Asian Music Review | Asian voices matter
Fresh, vulnerable and totally heartbreaking!

EXCLUSIVE INTERVIEW
Welcome to Asian Music Review! Tell us a little bit about you and your music.
I am Kuju Fernandez, I’m just starting as an independent artist based in Pangasinan, Philippines. I just released a song titled “Tried” back in 2022, and just released a new song “Dahil Mahal Na Kita” this year. I liked my songs to not adhere to a genre. More importantly, I want emotions conveyed genuinely and through the appropriate feel of the music. But primarily as a starter, it feels my songs are very singer-songwriter-y, and very much pop.
Congrats on the release! What was your inspiration when you were writing this project?
“Tried” was written through a guitar after my prior detachment with someone that I love.
Released August 16, 2022. I never thought that the coming months after would actually be that difficult. The relapses. The need for distractions and escapes. The denials and the coming to terms.
That time I need to process or understand what’s happening, and I did through writing this song. After finishing it, there was a sense of relief in me that those moments are now given closure. That I was in love and choosing to go away was hard and those moments and emotions are now immortalized.
What lessons would you like to impart with your audience?
Tried is all about accepting your vulnerabilities in love relapses, and that’s okay.
It’s about being human at its core, and just baring all the demons and the ugliness in that process of moving on. It’s important for the song to feel as a gateway to make those people that go through that difficult time feel seen or heard or have all their emotions feel valid.
What is your favorite part of this body of work?
Probably the song structure. I didn’t like the song having kind of like a traditional third chorus. I like that after the 2nd chorus it’s just pure outro of feeling defeated.
What’s next on your journey?
I will definitely be releasing more songs, though finding the right producer, and a passionate one at that, is probably the hardest. Secondly is being financially constrained. Nevertheless, I’ve always want my own discography, no matter how dim the spotlight would be. Hoping to have singles and possibly an EP of my teenager songs.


*WORK REQUEST*. The following entries are to be retyped in full, exactly as written.

*INPUT MATERIAL*.
Segment Open
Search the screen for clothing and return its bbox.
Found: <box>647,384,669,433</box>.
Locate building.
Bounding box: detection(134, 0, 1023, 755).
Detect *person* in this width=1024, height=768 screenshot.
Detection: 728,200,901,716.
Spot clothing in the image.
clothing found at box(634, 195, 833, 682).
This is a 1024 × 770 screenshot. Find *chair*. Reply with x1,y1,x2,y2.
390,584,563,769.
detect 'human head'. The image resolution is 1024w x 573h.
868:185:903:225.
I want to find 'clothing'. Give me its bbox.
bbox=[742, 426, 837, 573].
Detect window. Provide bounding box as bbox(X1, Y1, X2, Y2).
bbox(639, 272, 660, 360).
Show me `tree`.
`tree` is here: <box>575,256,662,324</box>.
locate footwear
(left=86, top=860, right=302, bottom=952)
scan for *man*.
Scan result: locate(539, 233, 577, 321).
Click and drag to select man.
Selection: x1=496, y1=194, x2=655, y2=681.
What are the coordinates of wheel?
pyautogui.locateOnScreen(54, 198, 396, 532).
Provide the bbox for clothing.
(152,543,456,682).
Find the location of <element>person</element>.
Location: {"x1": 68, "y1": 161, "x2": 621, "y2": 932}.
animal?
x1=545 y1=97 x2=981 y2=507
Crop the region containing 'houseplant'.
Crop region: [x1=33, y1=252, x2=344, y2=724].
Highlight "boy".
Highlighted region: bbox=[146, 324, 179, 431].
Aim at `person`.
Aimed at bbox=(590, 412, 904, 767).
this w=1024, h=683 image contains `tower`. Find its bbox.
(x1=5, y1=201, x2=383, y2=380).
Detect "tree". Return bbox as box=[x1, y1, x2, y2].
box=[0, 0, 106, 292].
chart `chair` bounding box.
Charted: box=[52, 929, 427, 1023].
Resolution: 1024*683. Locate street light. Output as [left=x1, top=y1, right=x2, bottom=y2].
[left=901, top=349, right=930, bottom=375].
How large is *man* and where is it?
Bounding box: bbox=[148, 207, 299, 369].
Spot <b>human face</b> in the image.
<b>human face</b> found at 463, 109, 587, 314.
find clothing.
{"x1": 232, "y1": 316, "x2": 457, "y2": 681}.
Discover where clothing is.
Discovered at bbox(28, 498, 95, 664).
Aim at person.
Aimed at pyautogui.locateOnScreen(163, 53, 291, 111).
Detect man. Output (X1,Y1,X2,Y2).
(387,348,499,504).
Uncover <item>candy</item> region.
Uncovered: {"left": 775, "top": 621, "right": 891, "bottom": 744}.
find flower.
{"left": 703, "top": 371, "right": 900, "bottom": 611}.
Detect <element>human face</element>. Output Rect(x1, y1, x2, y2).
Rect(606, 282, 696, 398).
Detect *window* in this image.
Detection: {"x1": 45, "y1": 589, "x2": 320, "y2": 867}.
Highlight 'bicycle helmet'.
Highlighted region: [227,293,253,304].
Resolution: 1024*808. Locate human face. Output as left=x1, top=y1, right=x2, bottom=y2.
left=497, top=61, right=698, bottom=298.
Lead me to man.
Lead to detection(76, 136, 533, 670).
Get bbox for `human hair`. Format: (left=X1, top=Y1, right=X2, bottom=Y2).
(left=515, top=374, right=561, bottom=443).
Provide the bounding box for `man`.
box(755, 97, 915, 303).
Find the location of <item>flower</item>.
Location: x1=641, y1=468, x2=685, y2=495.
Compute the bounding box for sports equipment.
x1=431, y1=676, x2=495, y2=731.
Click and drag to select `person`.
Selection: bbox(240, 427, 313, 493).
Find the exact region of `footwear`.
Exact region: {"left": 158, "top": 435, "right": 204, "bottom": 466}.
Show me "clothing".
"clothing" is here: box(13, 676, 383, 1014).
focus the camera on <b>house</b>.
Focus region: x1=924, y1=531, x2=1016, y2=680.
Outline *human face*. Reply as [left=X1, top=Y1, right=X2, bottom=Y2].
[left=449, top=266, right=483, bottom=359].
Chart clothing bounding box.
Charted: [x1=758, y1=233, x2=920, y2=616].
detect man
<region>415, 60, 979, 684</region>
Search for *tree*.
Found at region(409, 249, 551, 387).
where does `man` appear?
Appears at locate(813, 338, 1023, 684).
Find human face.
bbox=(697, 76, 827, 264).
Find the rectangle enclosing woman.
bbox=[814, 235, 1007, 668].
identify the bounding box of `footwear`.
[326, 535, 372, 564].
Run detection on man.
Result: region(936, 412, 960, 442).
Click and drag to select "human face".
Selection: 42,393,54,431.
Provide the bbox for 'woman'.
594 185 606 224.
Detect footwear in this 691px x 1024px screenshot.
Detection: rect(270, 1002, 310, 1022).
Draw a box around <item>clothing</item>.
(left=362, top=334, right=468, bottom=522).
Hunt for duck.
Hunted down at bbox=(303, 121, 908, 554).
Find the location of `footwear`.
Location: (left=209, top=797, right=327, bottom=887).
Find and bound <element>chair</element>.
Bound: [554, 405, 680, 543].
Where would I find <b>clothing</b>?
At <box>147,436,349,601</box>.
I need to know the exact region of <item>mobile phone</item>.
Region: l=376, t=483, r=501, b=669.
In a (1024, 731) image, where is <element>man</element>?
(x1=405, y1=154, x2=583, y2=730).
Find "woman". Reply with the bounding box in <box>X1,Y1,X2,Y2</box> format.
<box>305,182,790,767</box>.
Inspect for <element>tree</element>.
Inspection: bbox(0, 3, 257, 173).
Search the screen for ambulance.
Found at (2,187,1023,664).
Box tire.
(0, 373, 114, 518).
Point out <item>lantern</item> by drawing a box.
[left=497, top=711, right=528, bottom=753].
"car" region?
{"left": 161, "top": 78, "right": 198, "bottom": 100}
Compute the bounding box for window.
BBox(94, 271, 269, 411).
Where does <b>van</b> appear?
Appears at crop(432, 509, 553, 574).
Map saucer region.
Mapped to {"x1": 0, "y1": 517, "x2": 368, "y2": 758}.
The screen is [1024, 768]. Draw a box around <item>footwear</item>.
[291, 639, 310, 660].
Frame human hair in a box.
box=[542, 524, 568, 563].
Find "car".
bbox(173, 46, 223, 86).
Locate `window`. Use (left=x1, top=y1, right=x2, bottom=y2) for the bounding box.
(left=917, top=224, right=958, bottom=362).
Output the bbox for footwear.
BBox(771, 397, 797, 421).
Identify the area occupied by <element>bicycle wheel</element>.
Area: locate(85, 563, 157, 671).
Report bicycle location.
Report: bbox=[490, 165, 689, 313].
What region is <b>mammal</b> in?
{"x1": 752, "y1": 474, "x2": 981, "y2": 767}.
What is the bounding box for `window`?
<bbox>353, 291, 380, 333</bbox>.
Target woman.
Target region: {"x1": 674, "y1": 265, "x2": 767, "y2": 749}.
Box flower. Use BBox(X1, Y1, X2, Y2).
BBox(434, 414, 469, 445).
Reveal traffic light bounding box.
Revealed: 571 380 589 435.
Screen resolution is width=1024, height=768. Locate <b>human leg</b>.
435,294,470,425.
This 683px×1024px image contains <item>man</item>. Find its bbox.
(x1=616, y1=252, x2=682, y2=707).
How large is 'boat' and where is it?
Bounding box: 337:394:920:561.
Segment Closed
*REPLY TO THE EXERCISE*.
Search the screen for clothing and return its bbox.
Found: <box>647,384,669,433</box>.
Locate building.
Bounding box: detection(134, 0, 1023, 755).
Detect *person* in this width=1024, height=768 screenshot.
Detection: 728,200,901,716.
Spot clothing in the image.
clothing found at box(634, 195, 833, 682).
This is a 1024 × 770 screenshot. Find *chair*. Reply with x1,y1,x2,y2.
390,584,563,769.
detect 'human head'. The image resolution is 1024w x 573h.
868:185:903:225.
I want to find 'clothing'. Give me its bbox.
bbox=[742, 426, 837, 573].
Detect window. Provide bounding box as bbox(X1, Y1, X2, Y2).
bbox(639, 272, 660, 360).
Show me `tree`.
`tree` is here: <box>575,256,662,324</box>.
locate footwear
(left=86, top=860, right=302, bottom=952)
scan for *man*.
Scan result: locate(539, 233, 577, 321).
Click and drag to select man.
Selection: x1=496, y1=194, x2=655, y2=681.
What are the coordinates of wheel?
pyautogui.locateOnScreen(54, 198, 396, 532).
Provide the bbox for clothing.
(152,543,456,682).
Find the location of <element>person</element>.
Location: {"x1": 68, "y1": 161, "x2": 621, "y2": 932}.
animal?
x1=545 y1=97 x2=981 y2=507
Crop the region containing 'houseplant'.
Crop region: [x1=33, y1=252, x2=344, y2=724].
Highlight "boy".
Highlighted region: bbox=[146, 324, 179, 431].
Aim at `person`.
Aimed at bbox=(590, 412, 904, 767).
this w=1024, h=683 image contains `tower`. Find its bbox.
(x1=5, y1=201, x2=383, y2=380).
Detect "tree". Return bbox as box=[x1, y1, x2, y2].
box=[0, 0, 106, 292].
chart `chair` bounding box.
Charted: box=[52, 929, 427, 1023].
Resolution: 1024*683. Locate street light. Output as [left=x1, top=y1, right=x2, bottom=y2].
[left=901, top=349, right=930, bottom=375].
How large is *man* and where is it?
Bounding box: bbox=[148, 207, 299, 369].
Spot <b>human face</b> in the image.
<b>human face</b> found at 463, 109, 587, 314.
find clothing.
{"x1": 232, "y1": 316, "x2": 457, "y2": 681}.
Discover where clothing is.
Discovered at bbox(28, 498, 95, 664).
Aim at person.
Aimed at pyautogui.locateOnScreen(163, 53, 291, 111).
Detect man. Output (X1,Y1,X2,Y2).
(387,348,499,504).
Uncover <item>candy</item> region.
Uncovered: {"left": 775, "top": 621, "right": 891, "bottom": 744}.
find flower.
{"left": 703, "top": 371, "right": 900, "bottom": 611}.
Detect <element>human face</element>. Output Rect(x1, y1, x2, y2).
Rect(606, 282, 696, 398).
Detect *window* in this image.
Detection: {"x1": 45, "y1": 589, "x2": 320, "y2": 867}.
Highlight 'bicycle helmet'.
Highlighted region: [227,293,253,304].
Resolution: 1024*808. Locate human face. Output as left=x1, top=y1, right=x2, bottom=y2.
left=497, top=61, right=698, bottom=298.
Lead me to man.
Lead to detection(76, 136, 533, 670).
Get bbox for `human hair`. Format: (left=X1, top=Y1, right=X2, bottom=Y2).
(left=515, top=374, right=561, bottom=443).
Provide the bounding box for `man`.
box(755, 97, 915, 303).
Find the location of <item>flower</item>.
Location: x1=641, y1=468, x2=685, y2=495.
Compute the bounding box for sports equipment.
x1=431, y1=676, x2=495, y2=731.
Click and drag to select `person`.
Selection: bbox(240, 427, 313, 493).
Find the exact region of `footwear`.
Exact region: {"left": 158, "top": 435, "right": 204, "bottom": 466}.
Show me "clothing".
"clothing" is here: box(13, 676, 383, 1014).
focus the camera on <b>house</b>.
Focus region: x1=924, y1=531, x2=1016, y2=680.
Outline *human face*. Reply as [left=X1, top=Y1, right=X2, bottom=Y2].
[left=449, top=266, right=483, bottom=359].
Chart clothing bounding box.
Charted: [x1=758, y1=233, x2=920, y2=616].
detect man
<region>415, 60, 979, 684</region>
Search for *tree*.
Found at region(409, 249, 551, 387).
where does `man` appear?
Appears at locate(813, 338, 1023, 684).
Find human face.
bbox=(697, 76, 827, 264).
Find the rectangle enclosing woman.
bbox=[814, 235, 1007, 668].
identify the bounding box of `footwear`.
[326, 535, 372, 564].
Run detection on man.
Result: region(936, 412, 960, 442).
Click and drag to select "human face".
Selection: 42,393,54,431.
Provide the bbox for 'woman'.
594 185 606 224.
Detect footwear in this 691px x 1024px screenshot.
Detection: rect(270, 1002, 310, 1022).
Draw a box around <item>clothing</item>.
(left=362, top=334, right=468, bottom=522).
Hunt for duck.
Hunted down at bbox=(303, 121, 908, 554).
Find the location of `footwear`.
Location: (left=209, top=797, right=327, bottom=887).
Find and bound <element>chair</element>.
Bound: [554, 405, 680, 543].
Where would I find <b>clothing</b>?
At <box>147,436,349,601</box>.
I need to know the exact region of <item>mobile phone</item>.
Region: l=376, t=483, r=501, b=669.
In a (1024, 731) image, where is <element>man</element>?
(x1=405, y1=154, x2=583, y2=730).
Find "woman". Reply with the bounding box in <box>X1,Y1,X2,Y2</box> format.
<box>305,182,790,767</box>.
Inspect for <element>tree</element>.
Inspection: bbox(0, 3, 257, 173).
Search the screen for ambulance.
Found at (2,187,1023,664).
Box tire.
(0, 373, 114, 518).
Point out <item>lantern</item> by drawing a box.
[left=497, top=711, right=528, bottom=753].
"car" region?
{"left": 161, "top": 78, "right": 198, "bottom": 100}
Compute the bounding box for window.
BBox(94, 271, 269, 411).
Where does <b>van</b> appear?
Appears at crop(432, 509, 553, 574).
Map saucer region.
Mapped to {"x1": 0, "y1": 517, "x2": 368, "y2": 758}.
The screen is [1024, 768]. Draw a box around <item>footwear</item>.
[291, 639, 310, 660].
Frame human hair in a box.
box=[542, 524, 568, 563].
Find "car".
bbox(173, 46, 223, 86).
Locate `window`. Use (left=x1, top=y1, right=x2, bottom=y2) for the bounding box.
(left=917, top=224, right=958, bottom=362).
Output the bbox for footwear.
BBox(771, 397, 797, 421).
Identify the area occupied by <element>bicycle wheel</element>.
Area: locate(85, 563, 157, 671).
Report bicycle location.
Report: bbox=[490, 165, 689, 313].
What region is <b>mammal</b> in?
{"x1": 752, "y1": 474, "x2": 981, "y2": 767}.
What is the bounding box for `window`?
<bbox>353, 291, 380, 333</bbox>.
Target woman.
Target region: {"x1": 674, "y1": 265, "x2": 767, "y2": 749}.
Box flower. Use BBox(X1, Y1, X2, Y2).
BBox(434, 414, 469, 445).
Reveal traffic light bounding box.
Revealed: 571 380 589 435.
Screen resolution is width=1024, height=768. Locate <b>human leg</b>.
435,294,470,425.
This 683px×1024px image contains <item>man</item>. Find its bbox.
(x1=616, y1=252, x2=682, y2=707).
How large is 'boat' and where is it?
Bounding box: 337:394:920:561.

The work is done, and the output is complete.